Synergy created a letter of support for students, faculty and alumni to sign, noting that co-ops serve an important space of historically marginalized communities and attributed low pre-assignment numbers to housing application barriers.
The letter currently has 809 signatures. Synergy also sent out a Google Form for students to indicate commitment to choosing the house during the regular housing draw. Synergy staff delivered the letter, which had over 600 signatures at the time, on April 29 to ResEd. The houses also communicated to ResEd that they were willing to keep discussing their options.
In the announcement on May 6, Synergy and Terra were told that no negotiation was to take place, leaving some residents feeling blindsided.
“Both houses know what’s going on, our RAs are letting us know. And then all of a sudden, our houses are getting shut down, which is not what we were led to believe this entire time until [May 6],” Sofia Gonzalez-Rodriguez ’25, a Synergy resident and former Synergy staff, said.
Now, both houses are deciding how to move forward and plan to appeal the decision with ResEd. Vardaan Shah ’25, a Terra resident and former Terra RA, has hope that ResEd can be negotiated with. “It’s not like these situations are permanent,” he said, referring to Columbae, which lost their co-op status and regained it last year.
Shah said the houses are unsure who is making the decisions and there has been a lack of transparency.
“It felt kind of hurtful, kind of disrespectful to our future staff, who had been putting in this time to meet with them,” Gonzalez-Rodriguez said.
Sydney Faux ’26, a Terra resident, was “devastated” when she heard the news, especially after all the negotiation and hope to salvage the houses. She says it is hard to hear that such a supportive community is being shut down for reasons that are unclear to her.
“Terra has been the first place that I can truly call home,” Faux said. “Terra really is the only place where I feel like I can truly express myself, whether it’s through queerness or any other sort of avenue.”
Shah said Terra is especially important for queer people, as it provides them with a safe space and an accepting family, something even more important now. For transitioning students, other Terra residents can provide advice and help them express themselves through giving them haircuts and free clothes that allow them to express their gender identity.
“I think it’s really devastating to me, honestly, that the University didn’t even take the time to understand what the ramifications of that decision was going to be before, before making it,” Shah said. “And it’s really devastating that the people who are going to be most impacted by this decision are people who are already marginalized.”

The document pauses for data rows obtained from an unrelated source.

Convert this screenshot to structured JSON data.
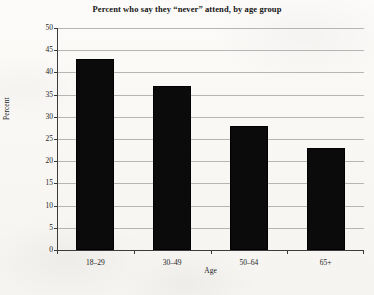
{
  "chart_data": {
    "type": "bar",
    "title": "Percent who say they “never” attend, by age group",
    "xlabel": "Age",
    "ylabel": "Percent",
    "categories": [
      "18–29",
      "30–49",
      "50–64",
      "65+"
    ],
    "values": [
      43,
      37,
      28,
      23
    ],
    "ylim": [
      0,
      50
    ],
    "ytick_labels": [
      "0",
      "5",
      "10",
      "15",
      "20",
      "25",
      "30",
      "35",
      "40",
      "45",
      "50"
    ],
    "ytick_values": [
      0,
      5,
      10,
      15,
      20,
      25,
      30,
      35,
      40,
      45,
      50
    ],
    "grid": true,
    "legend": false,
    "bar_color": "#0b0b0b",
    "background_color": "#fbfaf8",
    "gridline_color": "#8d8d8d",
    "axis_color": "#3c3c3c"
  }
}
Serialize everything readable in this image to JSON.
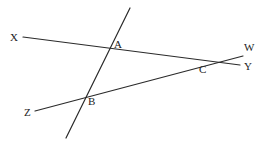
{
  "diagram": {
    "type": "geometry-lines",
    "colors": {
      "line": "#2a2a2a",
      "label": "#222222",
      "background": "#ffffff"
    },
    "lines": [
      {
        "id": "XY",
        "x1": 23,
        "y1": 37,
        "x2": 240,
        "y2": 65
      },
      {
        "id": "ZW",
        "x1": 35,
        "y1": 111,
        "x2": 243,
        "y2": 56
      },
      {
        "id": "AB",
        "x1": 130,
        "y1": 8,
        "x2": 66,
        "y2": 138
      }
    ],
    "labels": {
      "X": {
        "text": "X",
        "x": 10,
        "y": 41
      },
      "Y": {
        "text": "Y",
        "x": 244,
        "y": 70
      },
      "Z": {
        "text": "Z",
        "x": 24,
        "y": 116
      },
      "W": {
        "text": "W",
        "x": 244,
        "y": 51
      },
      "A": {
        "text": "A",
        "x": 114,
        "y": 48
      },
      "B": {
        "text": "B",
        "x": 88,
        "y": 105
      },
      "C": {
        "text": "C",
        "x": 199,
        "y": 73
      }
    }
  }
}
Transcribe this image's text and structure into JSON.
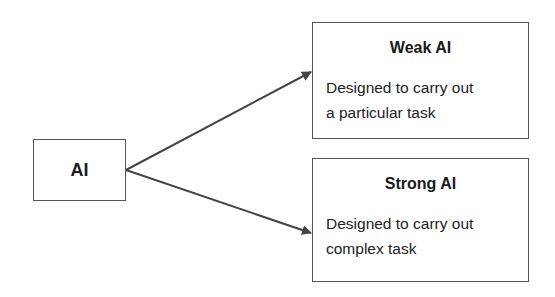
{
  "diagram": {
    "root": {
      "label": "AI"
    },
    "children": [
      {
        "title": "Weak AI",
        "description_lines": [
          "Designed to carry out",
          "a particular task"
        ]
      },
      {
        "title": "Strong AI",
        "description_lines": [
          "Designed to carry out",
          "complex task"
        ]
      }
    ],
    "edges": [
      {
        "from": "AI",
        "to": "Weak AI"
      },
      {
        "from": "AI",
        "to": "Strong AI"
      }
    ],
    "colors": {
      "stroke": "#555555",
      "text": "#1a1a1a",
      "background": "#ffffff"
    }
  }
}
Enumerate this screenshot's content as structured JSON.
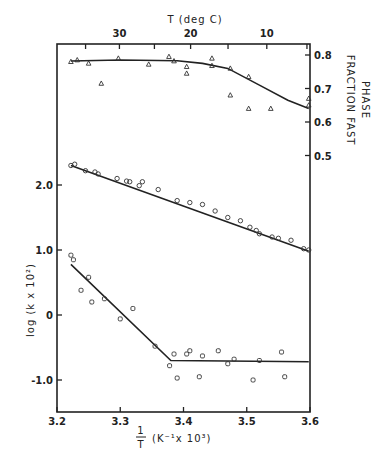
{
  "chart_data": {
    "type": "scatter",
    "title": "",
    "xlabel": "1/T (K^-1 x 10^3)",
    "xlabel_num": "1",
    "xlabel_den": "T",
    "xlabel_unit": "(K⁻¹x 10³)",
    "ylabel_left": "log (k x 10²)",
    "ylabel_right_1": "FRACTION  FAST",
    "ylabel_right_2": "PHASE",
    "xlabel_top": "T (deg C)",
    "xlim": [
      3.2,
      3.6
    ],
    "ylim_left": [
      -1.5,
      3.5
    ],
    "ylim_right": [
      0.5,
      0.83
    ],
    "x_ticks": [
      "3.2",
      "3.3",
      "3.4",
      "3.5",
      "3.6"
    ],
    "y_ticks_left": [
      "2.0",
      "1.0",
      "0",
      "-1.0"
    ],
    "y_ticks_right": [
      "0.8",
      "0.7",
      "0.6",
      "0.5"
    ],
    "x_ticks_top": [
      "30",
      "20",
      "10"
    ],
    "grid": false,
    "series": [
      {
        "name": "Fraction fast phase (triangles, right axis)",
        "marker": "triangle",
        "axis": "right",
        "points": [
          [
            3.222,
            0.78
          ],
          [
            3.232,
            0.785
          ],
          [
            3.25,
            0.775
          ],
          [
            3.27,
            0.715
          ],
          [
            3.297,
            0.79
          ],
          [
            3.345,
            0.772
          ],
          [
            3.377,
            0.795
          ],
          [
            3.385,
            0.782
          ],
          [
            3.405,
            0.765
          ],
          [
            3.405,
            0.745
          ],
          [
            3.445,
            0.79
          ],
          [
            3.445,
            0.768
          ],
          [
            3.474,
            0.76
          ],
          [
            3.474,
            0.68
          ],
          [
            3.503,
            0.735
          ],
          [
            3.503,
            0.64
          ],
          [
            3.538,
            0.64
          ],
          [
            3.598,
            0.67
          ],
          [
            3.598,
            0.65
          ]
        ],
        "fit": [
          [
            3.222,
            0.782
          ],
          [
            3.3,
            0.785
          ],
          [
            3.39,
            0.783
          ],
          [
            3.43,
            0.775
          ],
          [
            3.47,
            0.76
          ],
          [
            3.52,
            0.71
          ],
          [
            3.565,
            0.665
          ],
          [
            3.598,
            0.64
          ]
        ]
      },
      {
        "name": "log k fast (circles, left axis)",
        "marker": "circle",
        "axis": "left",
        "points": [
          [
            3.222,
            2.3
          ],
          [
            3.228,
            2.32
          ],
          [
            3.245,
            2.22
          ],
          [
            3.26,
            2.2
          ],
          [
            3.265,
            2.17
          ],
          [
            3.295,
            2.1
          ],
          [
            3.31,
            2.06
          ],
          [
            3.315,
            2.05
          ],
          [
            3.33,
            1.99
          ],
          [
            3.335,
            2.05
          ],
          [
            3.36,
            1.93
          ],
          [
            3.39,
            1.76
          ],
          [
            3.41,
            1.73
          ],
          [
            3.43,
            1.7
          ],
          [
            3.45,
            1.6
          ],
          [
            3.47,
            1.5
          ],
          [
            3.49,
            1.45
          ],
          [
            3.505,
            1.35
          ],
          [
            3.515,
            1.3
          ],
          [
            3.52,
            1.25
          ],
          [
            3.54,
            1.2
          ],
          [
            3.55,
            1.18
          ],
          [
            3.57,
            1.15
          ],
          [
            3.59,
            1.02
          ],
          [
            3.598,
            1.0
          ]
        ],
        "fit": [
          [
            3.222,
            2.3
          ],
          [
            3.598,
            0.98
          ]
        ]
      },
      {
        "name": "log k slow (squares, left axis)",
        "marker": "square",
        "axis": "left",
        "points": [
          [
            3.222,
            0.92
          ],
          [
            3.226,
            0.85
          ],
          [
            3.238,
            0.38
          ],
          [
            3.25,
            0.58
          ],
          [
            3.255,
            0.2
          ],
          [
            3.275,
            0.25
          ],
          [
            3.3,
            -0.06
          ],
          [
            3.32,
            0.1
          ],
          [
            3.355,
            -0.48
          ],
          [
            3.378,
            -0.78
          ],
          [
            3.385,
            -0.6
          ],
          [
            3.39,
            -0.97
          ],
          [
            3.405,
            -0.6
          ],
          [
            3.41,
            -0.55
          ],
          [
            3.425,
            -0.95
          ],
          [
            3.43,
            -0.63
          ],
          [
            3.455,
            -0.55
          ],
          [
            3.47,
            -0.75
          ],
          [
            3.48,
            -0.68
          ],
          [
            3.51,
            -1.0
          ],
          [
            3.52,
            -0.7
          ],
          [
            3.555,
            -0.57
          ],
          [
            3.56,
            -0.95
          ]
        ],
        "fit": [
          [
            3.222,
            0.78
          ],
          [
            3.38,
            -0.7
          ],
          [
            3.598,
            -0.72
          ]
        ]
      }
    ]
  }
}
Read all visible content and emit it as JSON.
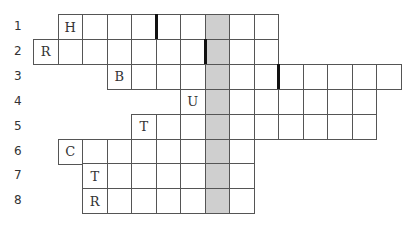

“Friends come in here and they do leave like family,” Terra resident Gio Jiang ’26 told The Daily.
Shah shared that Terra residents have told him that they would have dropped out, transferred or done harm to themselves had it not been for Terra.
Aarushi Patil ’24 M.S. ’25 finds the Terra community much more supportive than a standard dorm or self-op. “It’s hard to experience that loss of community … I think a lot of us didn’t find community outside of this,” Patil said.
Despite its theme, Terra is home to not only gender queer or LGBTQ+ people. Gonzalez-Rodriguez said the decision will also affect friends of the house, people who attend the houses’ events and alumni.
Faux said co-ops are so powerful and special — something the University does not understand. Metrics to determine the future of these houses are “arbitrarily set,” Faux said.
“There must be something that’s so, so special and so unique and so powerful about these places, such that people are begging the University, ‘I want to keep cleaning Aarushi’s toilets, I want to keep cooking for my friends,’” Jiang said.
This article has been updated to include comment from RedEd.